As they had to, Clark told himself, nodding. Communist theory predicted that very "fact," didn't it? Damn, wasn't that a hoot! "How were the pickings?" he asked.

"Excellent," Lyalin assured him. "Their culture, it's so easy for them to take insults, but so hard for them to respond. They conceal much anger. Then, all you need do is show sympathy."

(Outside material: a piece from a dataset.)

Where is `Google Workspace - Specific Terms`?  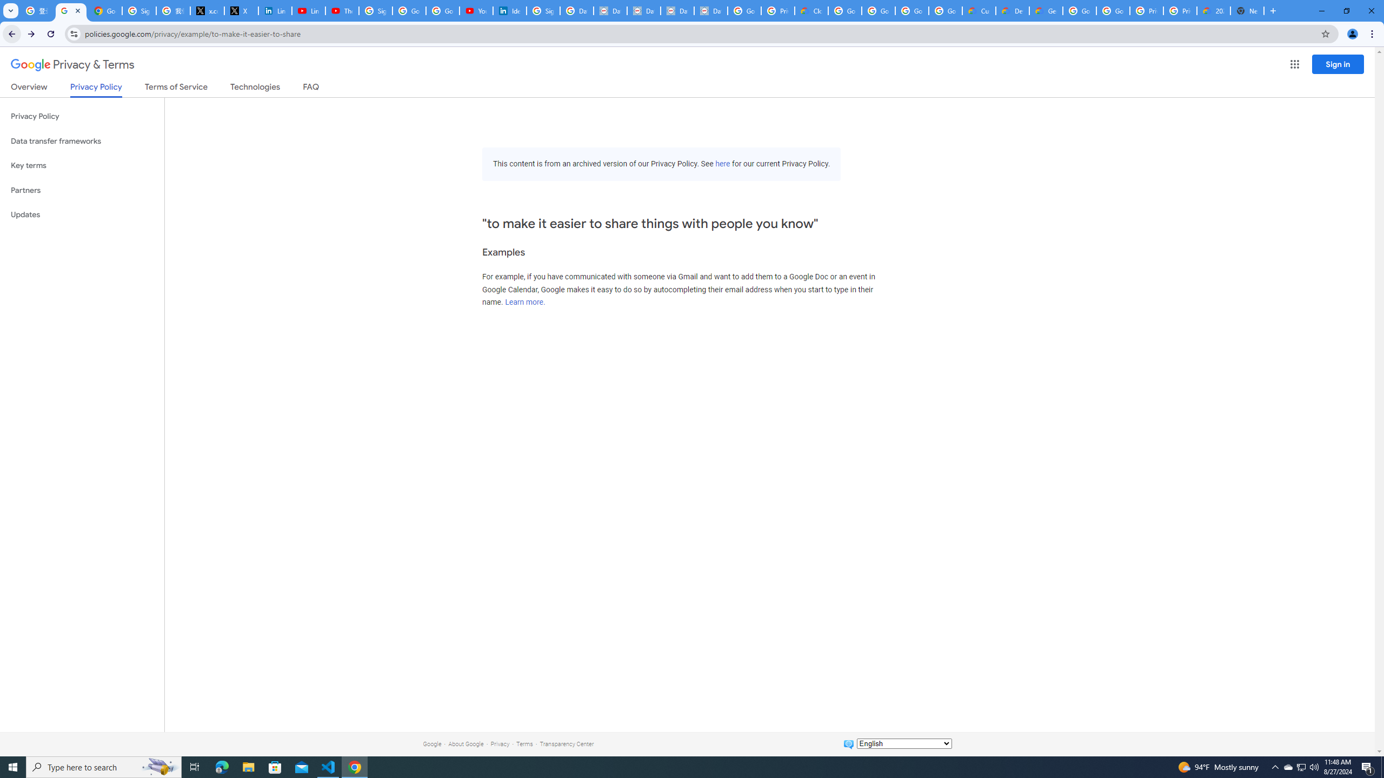
Google Workspace - Specific Terms is located at coordinates (912, 11).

Clark nodded again, this time thinking. This guy is a real pro. Fourteen well-placed agents, he still had the names and addresses and phone numbers in his head, and, unsurprisingly, nobody at Langley had followed up on it because of those damned-fool ethics laws foisted on the Agency by lawyers—a breed of government servant that sprouted up like crabgrass everywhere you looked, as though anything the Agency did was, strictly speaking, ethical at all. Hell, he and Ding had kidnapped Corp, hadn't they? In the interests of justice, to be sure, but if they had brought him to America for trial, instead of leaving him with his own countrymen, some high-priced and highly ethical defense attorney, perhaps even acting pro bono—obstructing justice for free, Clark told himself—would have ranted and raved first before cameras and later before twelve good men (and women) about how this patriot had resisted an invasion of his country, et cetera, et cetera.

"An interesting weakness," Chavez noted judiciously. "People really are the same all over the world, aren't they?"

"Different masks, but the same flesh underneath," Lyalin pronounced, feeling ever more the teacher. The offhand remark was his best lesson of the day.